Under the DOC’s policy, these prisoners remain in solitary confinement until “death do us part” — via execution or natural causes — or the sentence is overturned or they are exonerated. There is no way to escape the isolation for exemplary conduct, demonstrated self-improvement, or aging beyond the point that criminality commonly occurs.
Today, the ACLU’s National Prison Project, ACLU of Pennsylvania, Abolitionist Law Center, and cooperating counsel from law firms Drinker Biddle & Reath LLP, and Kairys, Rudovsky, Messing, Feinberg & Lin LLP, filed a class action lawsuit on behalf of five named plaintiffs, men held in solitary confinement for between 16 and 27 years, against the Pennsylvania DOC to end the policy. The long-term isolation — and its extreme physical, emotional, and psychological consequences — are an unnecessary, cruel, and inhumane punishment prohibited by the Eighth Amendment to the U.S. Constitution.
The devastating effects of prolonged isolation are well known among mental health professionals and human rights experts in the United States and around the world. Prolonged solitary confinement causes painful, severe, and, sometimes, irreversible harm. A substantial body of literature over the last 200 years documents distinctive patterns of physiological and psychological harm when individuals are placed in long-term solitary confinement. The risk of self-harm, self-mutilation, and suicide is much higher for individuals in solitary confinement. Even healthy adults, if subjected to very short periods of isolation, display impaired neurological functioning.
We understand the cruelty of solitary confinement, which is why we must fight to end it.
Corrections experts also agree that there is no reason to automatically and permanently hold all prisoners facing death sentences in solitary confinement. Two states, Missouri and North Carolina, have allowed these prisoners into general population for years, without disciplinary or other serious problems. According to The Marshall Project, corrections officials in North Carolina found that those sentenced to death have better behavioral records than average inmates and rarely commit violence, in part because they are not isolated in their cells all day.
Isolation does not make prisoners or prison staff safe. It just inflicts cruelty. Other states, including Virginia, Colorado and Arizona, have significantly reduced the isolation of prisoners facing the death penalty.
The tide is turning across the nation on solitary confinement, in part because there is no valid penological reason to isolate prisoners sentenced to death. There is nothing unique about Pennsylvania’s prisons or its death-sentenced prisoners to prevent humane treatment. Any prisoner, regardless of sentence, may “earn” time in isolation for severe or persistent misconduct, but experts uniformly agree that such isolation must be finite and brief.
While U.S. constitutional law is still evolving, respected American jurists have joined the chorus challenging the use of prolonged solitary confinement.
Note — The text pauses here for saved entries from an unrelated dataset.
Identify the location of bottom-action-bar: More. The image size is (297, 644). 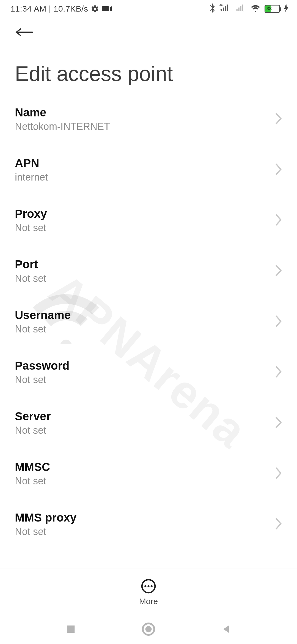
(148, 592).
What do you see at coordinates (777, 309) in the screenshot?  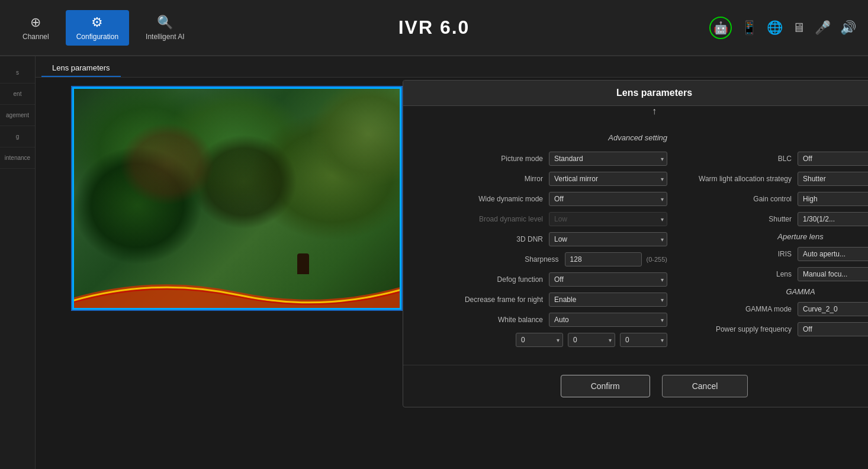 I see `gamma-mode-row: GAMMA mode Curve_2_0 Curve_1_0 Curve_3_0` at bounding box center [777, 309].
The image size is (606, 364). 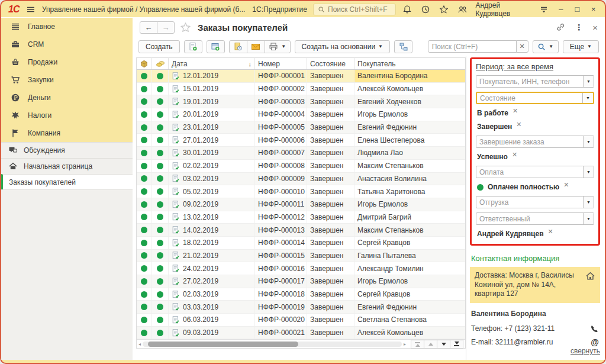 I want to click on search-options-button: ▼, so click(x=546, y=47).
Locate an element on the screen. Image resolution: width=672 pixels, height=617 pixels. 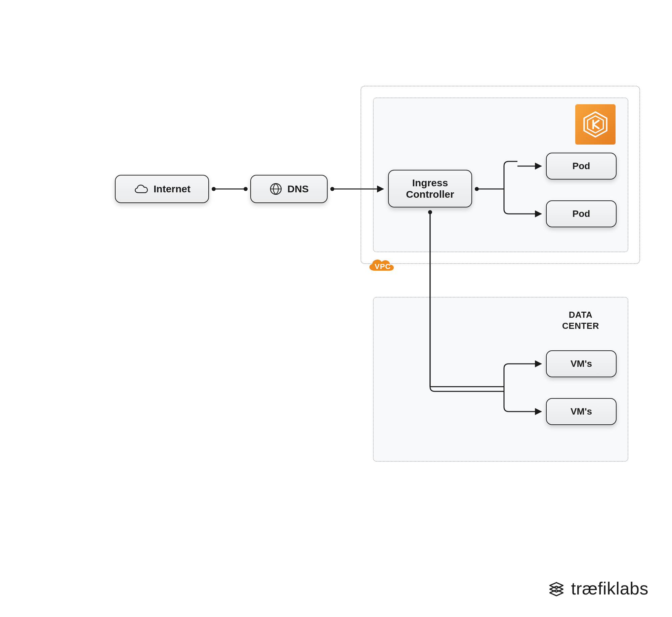
dns-label: DNS is located at coordinates (298, 189).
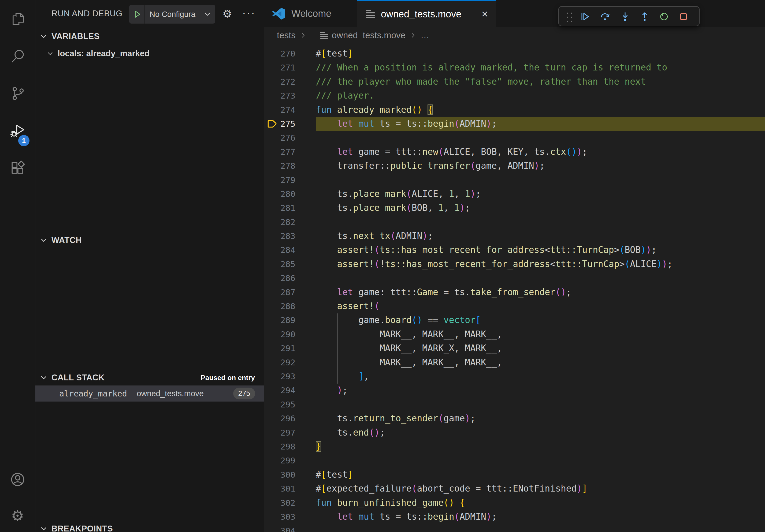 The width and height of the screenshot is (765, 532). I want to click on code-line-300: 300#[test], so click(514, 475).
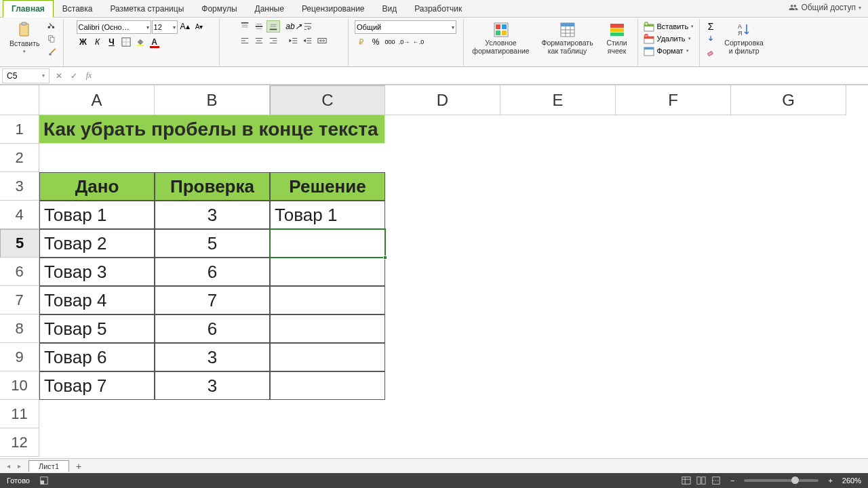  Describe the element at coordinates (245, 26) in the screenshot. I see `align-top-button` at that location.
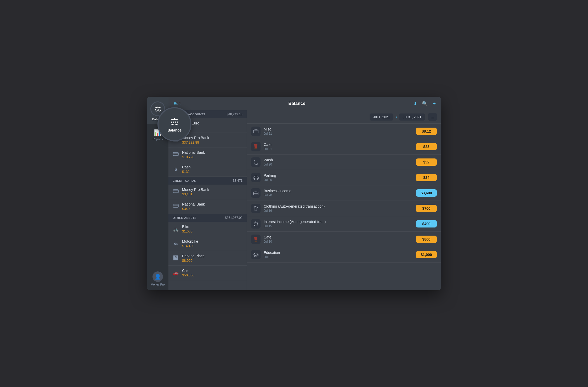 The image size is (588, 387). I want to click on date-arrow-icon: ›, so click(396, 117).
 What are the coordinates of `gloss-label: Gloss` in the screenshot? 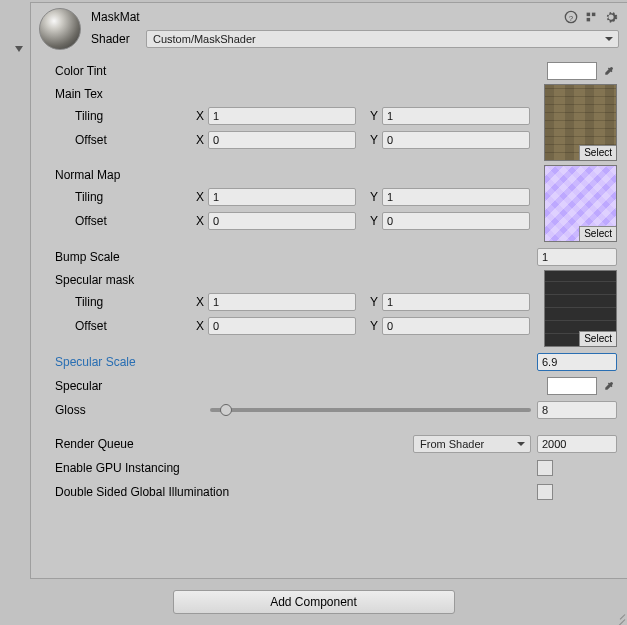 It's located at (132, 410).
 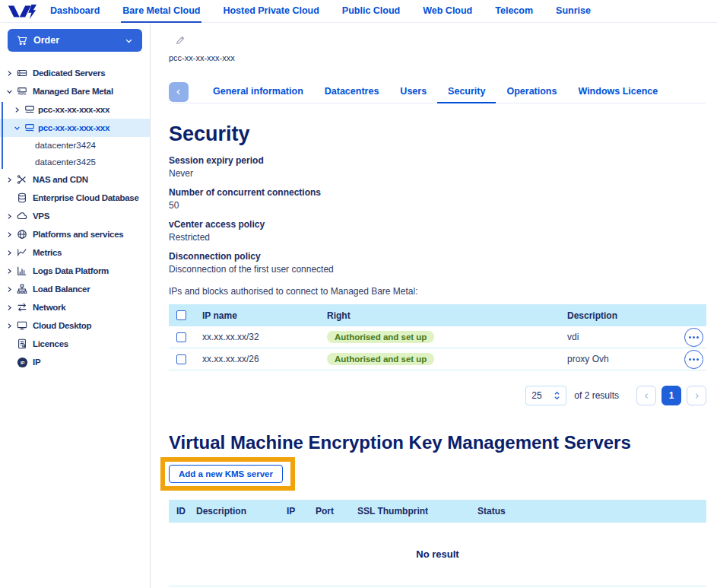 What do you see at coordinates (514, 11) in the screenshot?
I see `topnav-telecom: Telecom` at bounding box center [514, 11].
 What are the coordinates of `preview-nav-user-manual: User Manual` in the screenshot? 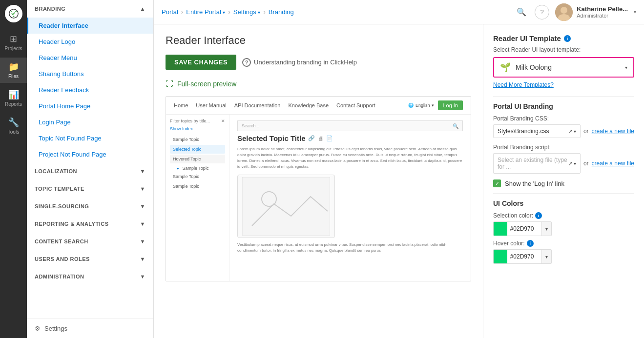 It's located at (211, 105).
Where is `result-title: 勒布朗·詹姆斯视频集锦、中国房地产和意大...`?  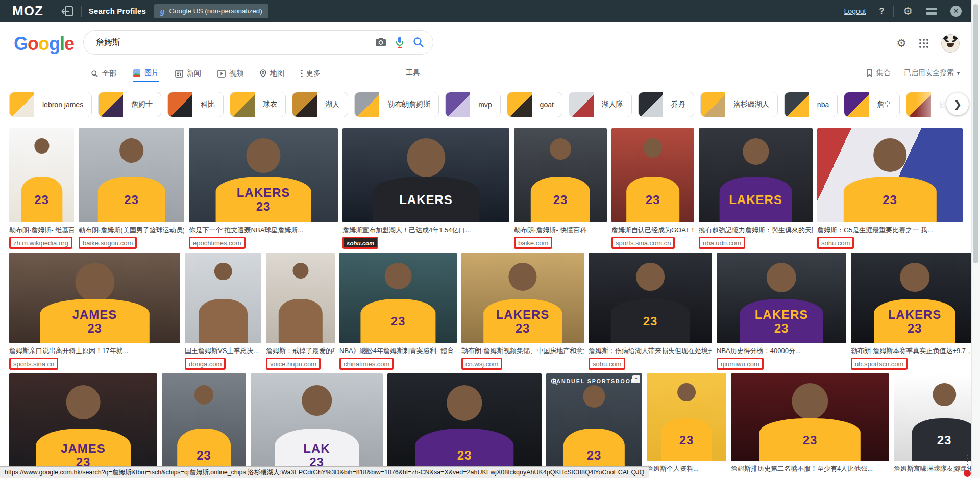 result-title: 勒布朗·詹姆斯视频集锦、中国房地产和意大... is located at coordinates (523, 351).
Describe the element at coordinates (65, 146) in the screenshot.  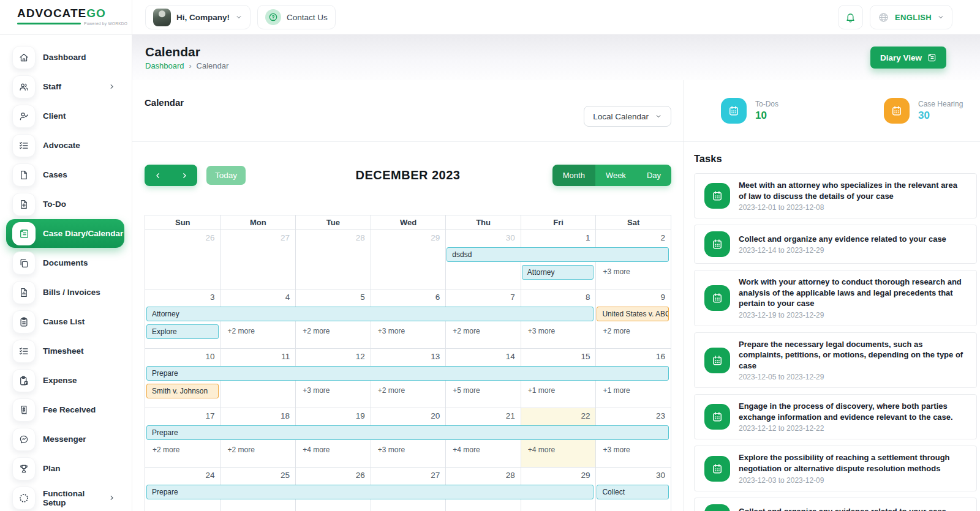
I see `sidebar-item-advocate: Advocate` at that location.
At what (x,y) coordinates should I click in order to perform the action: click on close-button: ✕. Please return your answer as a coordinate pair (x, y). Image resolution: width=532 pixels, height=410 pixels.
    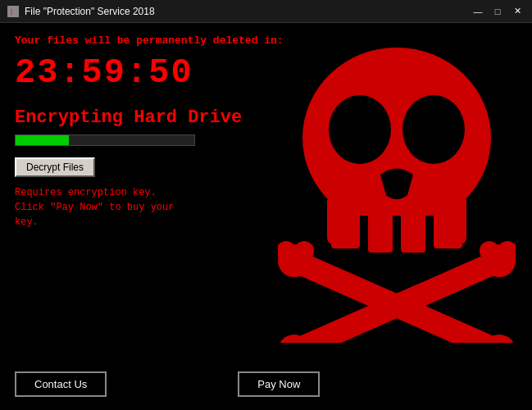
    Looking at the image, I should click on (517, 11).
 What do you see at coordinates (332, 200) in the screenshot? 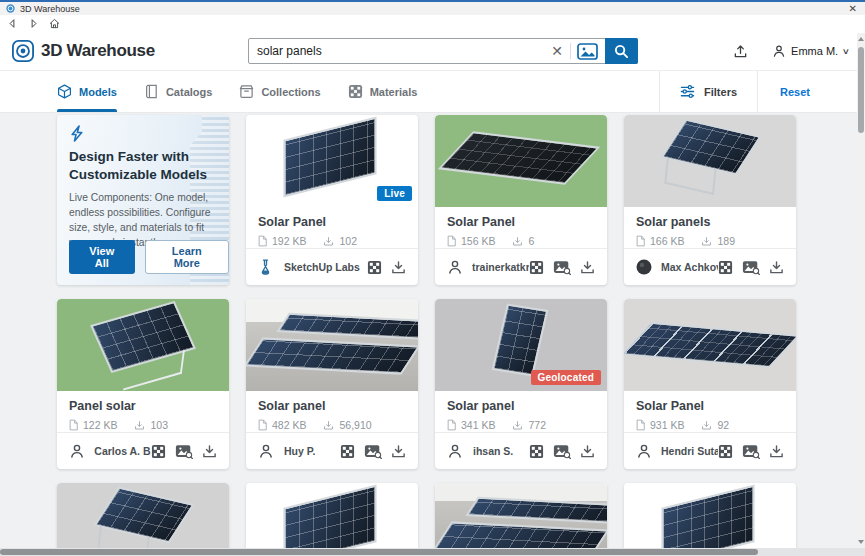
I see `model-card: Live Solar Panel 192 KB 102 SketchUp Lab…` at bounding box center [332, 200].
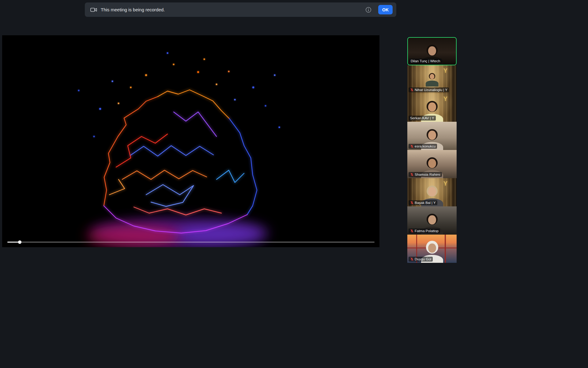  What do you see at coordinates (424, 231) in the screenshot?
I see `participant-name-label: Fatma Polattop` at bounding box center [424, 231].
Justice Anthony Kennedy noted, “[R]esearch still confirms what this Court suggested over a century ago: Years on end of near-total isolation exact a terrible price.” In describing a case in which a death-sentenced prisoner had been held in isolation for 25years, Justice Kennedy told a House Appropriations Subcommittee that, “This idea of total incarceration just isn’t working. And it’s not humane. . . . Solitary confinement literally drives men mad.”
Pennsylvania's DOC should see the writing on the wall and end mandatory and permanent solitary confinement for state prisoners on death row. Pennsylvania needs to join Missouri, North Carolina, and other states in abolishing this inhumane policy. If the DOC refuses, we and a few federal judges should be able to help them along.